Pickups Are Too Expensive: Bring Back Mini-Trucks
Yes, it’s true. Pickup trucks are getting way too expensive. Once they reached $50-grand it was time to stop and reflect. Trucks, even loaded trucks, were never as expensive as they’ve gotten to be today. It’s time to bring back an artificial inflation fighter; the mini-truck.
Converting $50,000 to 1970 comes out to almost $8,000. A 1970 Chevy half-ton Fleetside with a standard eight-foot bed was $2,692 in 1970. There you have it. Of course, manufacturers can’t make a profit off of small cars–they can’t inflate the prices the way they have done with pickups.
The time is now for the return of mini-trucks
A new Toyota Tacoma midsize pickup has an MSRP of $25,850. That price converts to $4,100 in 1970. In 1970 a new Datsun pickup retailed at $1,875, and nothing gets sold for retail in the car business. But can we say a new Tacoma is twice the price of a new Datsun pickup in 1970 price conversions? Yes, we can.
The point of this price mumbo jumbo is to show that we consumers are paying too much for pickups. And based on their 1970s counterparts we are paying over twice what they went for. Sometimes a lot more. Granted, the technology, quality, and level of appointments and materials are no comparison. These old trucks, as fondly as they are remembered, cannot compare.
They were fairly stripped inside, with stomach pumps for power. Most were manual transmissions which hardly anyone knows how to drive today (though I will say those of us that do, yearn for some stick shift fun like the good old days). But, they did what they were supposed to do, and they did it admirably. There was no stigma in driving a mini-truck, it was honest transportation that hauled stuff. That’s more than you could say for an Eldorado of the era.
The EV pickup guys should shoot for mini-trucks
So, to Tesla, Rivian, Karma, and all of the other EV pickup companies that are shooting for the Ford F-150, your target is wrong. Electric vehicles are cheaper to build, it’s just a fact. We know why you’re gunning for the high-end of pickup truck nirvana. You can make more cha-cha. But, have you considered making less per truck but selling a lot more? Profit by volume is what we’re talking about here.
That’s where the mini-truck comes in. We see China poised to do what Japan once did in the 1960s. Japan was the first to flood our shores with inexpensive pickup trucks. Datsun, Toyota, Mitsubishi-they all gained their footing from the sales of cheap pickup trucks. China should do the same thing.
China should do what Japan did in the 1960s
The difference between when Japan did it and today is that pickups are more popular than the 1960s. And the price for admission to the pickup truck club is much more proportionally than in the 1960s. So how much better are the conditions for a foreign manufacturer who is dying to get into the US market? For Chinese manufacturers, this should be a no-brainer.
Do we have a crystal ball? Hell no. If we did we’d be in Vegas and we’d be driving solid gold Raptors. But we’re not, on both points. So, we are laying out our case for a manufacturer to take the reins and make a mini-truck that is reasonably within the price of those minis of yore. It will be like printing money, we promise.
While the companies here are beating each other up for the small slice of the full-size electric truck market, you’ll be sliding in with something that we all want and need; a reasonably-priced pickup truck.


▶ [HOW TO COMPLETE THIS TASK] Below are some records. Count the lines with "frugivores" in them and give nothing but the total.

++++++

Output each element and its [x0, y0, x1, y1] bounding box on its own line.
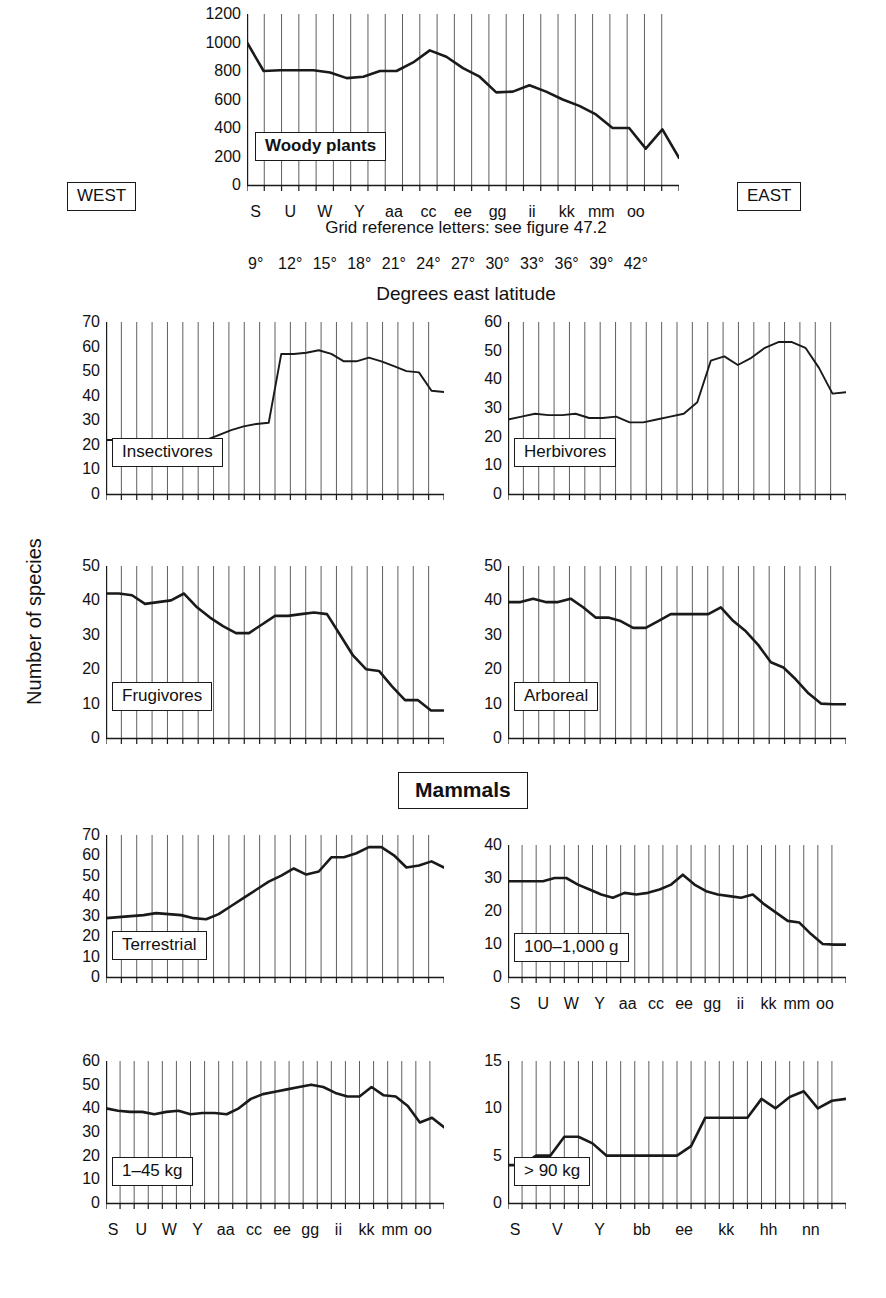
degrees-tick-label: 27° [451, 255, 475, 273]
y-tick-label: 1200 [205, 6, 241, 22]
chart-title-frugivores: Frugivores [112, 682, 212, 711]
degrees-tick-row: 9°12°15°18°21°24°27°30°33°36°39°42° [0, 255, 886, 277]
y-tick-label: 10 [484, 457, 502, 473]
gridlines [121, 566, 428, 738]
y-tick-label: 20 [484, 429, 502, 445]
y-tick-label: 40 [484, 592, 502, 608]
x-tick-label: S [250, 204, 261, 220]
y-axis-ticks-mass-1-45kg: 0102030405060 [66, 1061, 100, 1203]
chart-title-herbivores: Herbivores [514, 438, 616, 467]
chart-svg-mass-1-45kg [106, 1061, 444, 1217]
y-tick-label: 40 [484, 371, 502, 387]
y-tick-label: 0 [91, 1195, 100, 1211]
y-tick-label: 60 [82, 1053, 100, 1069]
y-tick-label: 400 [214, 120, 241, 136]
x-tick-label: ee [454, 204, 472, 220]
chart-panel-woody-plants: 020040060080010001200Woody plantsSUWYaac… [199, 14, 679, 245]
plot-area-herbivores [508, 322, 846, 494]
x-tick-label: nn [802, 1222, 820, 1238]
degrees-caption: Degrees east latitude [376, 283, 556, 305]
x-tick-label: S [108, 1222, 119, 1238]
y-axis-ticks-woody-plants: 020040060080010001200 [199, 14, 241, 185]
degrees-tick-label: 33° [520, 255, 544, 273]
degrees-tick-label: 39° [589, 255, 613, 273]
y-tick-label: 20 [484, 661, 502, 677]
gridlines [523, 566, 830, 738]
x-tick-label: Y [594, 996, 605, 1012]
x-tick-label: V [552, 1222, 563, 1238]
x-tick-label: bb [633, 1222, 651, 1238]
y-tick-label: 40 [484, 837, 502, 853]
x-tick-label: cc [648, 996, 664, 1012]
degrees-tick-label: 15° [313, 255, 337, 273]
degrees-tick-label: 36° [555, 255, 579, 273]
y-tick-label: 200 [214, 149, 241, 165]
x-tick-label: aa [619, 996, 637, 1012]
x-tick-label: kk [359, 1222, 375, 1238]
chart-title-mass-1-45kg: 1–45 kg [112, 1157, 193, 1186]
chart-panel-herbivores: 0102030405060Herbivores [468, 322, 846, 554]
y-tick-label: 10 [484, 696, 502, 712]
y-tick-label: 15 [484, 1053, 502, 1069]
y-axis-ticks-mass-100-1000g: 010203040 [468, 845, 502, 977]
x-tick-label: Y [354, 204, 365, 220]
y-tick-label: 60 [82, 847, 100, 863]
x-tick-label: cc [246, 1222, 262, 1238]
chart-title-terrestrial: Terrestrial [112, 931, 207, 960]
chart-svg-insectivores [106, 322, 444, 508]
y-tick-label: 40 [82, 888, 100, 904]
y-tick-label: 30 [82, 412, 100, 428]
x-tick-label: gg [703, 996, 721, 1012]
y-tick-label: 0 [91, 969, 100, 985]
y-tick-label: 50 [82, 868, 100, 884]
degrees-tick-label: 18° [347, 255, 371, 273]
west-marker: WEST [67, 182, 136, 211]
x-tick-label: oo [414, 1222, 432, 1238]
chart-panel-terrestrial: 010203040506070Terrestrial [66, 835, 444, 1037]
gridlines [121, 322, 428, 494]
y-axis-ticks-terrestrial: 010203040506070 [66, 835, 100, 977]
chart-svg-terrestrial [106, 835, 444, 991]
y-tick-label: 10 [484, 1100, 502, 1116]
y-tick-label: 10 [82, 696, 100, 712]
y-tick-label: 0 [493, 730, 502, 746]
x-tick-label: cc [420, 204, 436, 220]
x-tick-label: ee [675, 1222, 693, 1238]
x-tick-label: W [564, 996, 579, 1012]
chart-svg-herbivores [508, 322, 846, 508]
y-tick-label: 40 [82, 388, 100, 404]
chart-svg-woody-plants [247, 14, 679, 199]
y-tick-label: 50 [484, 343, 502, 359]
chart-svg-frugivores [106, 566, 444, 752]
mammals-header: Mammals [398, 772, 528, 809]
y-tick-label: 60 [484, 314, 502, 330]
x-tick-label: Y [594, 1222, 605, 1238]
y-tick-label: 20 [82, 1148, 100, 1164]
plot-area-frugivores [106, 566, 444, 738]
x-axis-ticks-mass-100-1000g: SUWYaacceeggiikkmmoo [508, 996, 846, 1018]
degrees-tick-label: 24° [416, 255, 440, 273]
chart-svg-mass-100-1000g [508, 845, 846, 991]
y-axis-ticks-insectivores: 010203040506070 [66, 322, 100, 494]
y-tick-label: 0 [232, 177, 241, 193]
y-tick-label: 0 [493, 486, 502, 502]
x-tick-label: ii [335, 1222, 342, 1238]
x-tick-label: Y [192, 1222, 203, 1238]
east-marker: EAST [737, 182, 801, 211]
x-tick-label: mm [381, 1222, 408, 1238]
degrees-tick-label: 9° [248, 255, 263, 273]
y-tick-label: 5 [493, 1148, 502, 1164]
chart-panel-frugivores: 01020304050Frugivores [66, 566, 444, 798]
y-tick-label: 800 [214, 63, 241, 79]
degrees-tick-label: 21° [382, 255, 406, 273]
y-tick-label: 1000 [205, 35, 241, 51]
chart-title-mass-over-90kg: > 90 kg [514, 1157, 590, 1186]
global-y-axis-label: Number of species [23, 502, 46, 742]
y-tick-label: 30 [82, 1124, 100, 1140]
y-tick-label: 20 [82, 661, 100, 677]
y-tick-label: 20 [484, 903, 502, 919]
x-tick-label: aa [217, 1222, 235, 1238]
degrees-tick-label: 30° [485, 255, 509, 273]
x-tick-label: U [284, 204, 296, 220]
x-tick-label: ee [273, 1222, 291, 1238]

++++++

▶ [OUTPUT OF THE EXERCISE] 4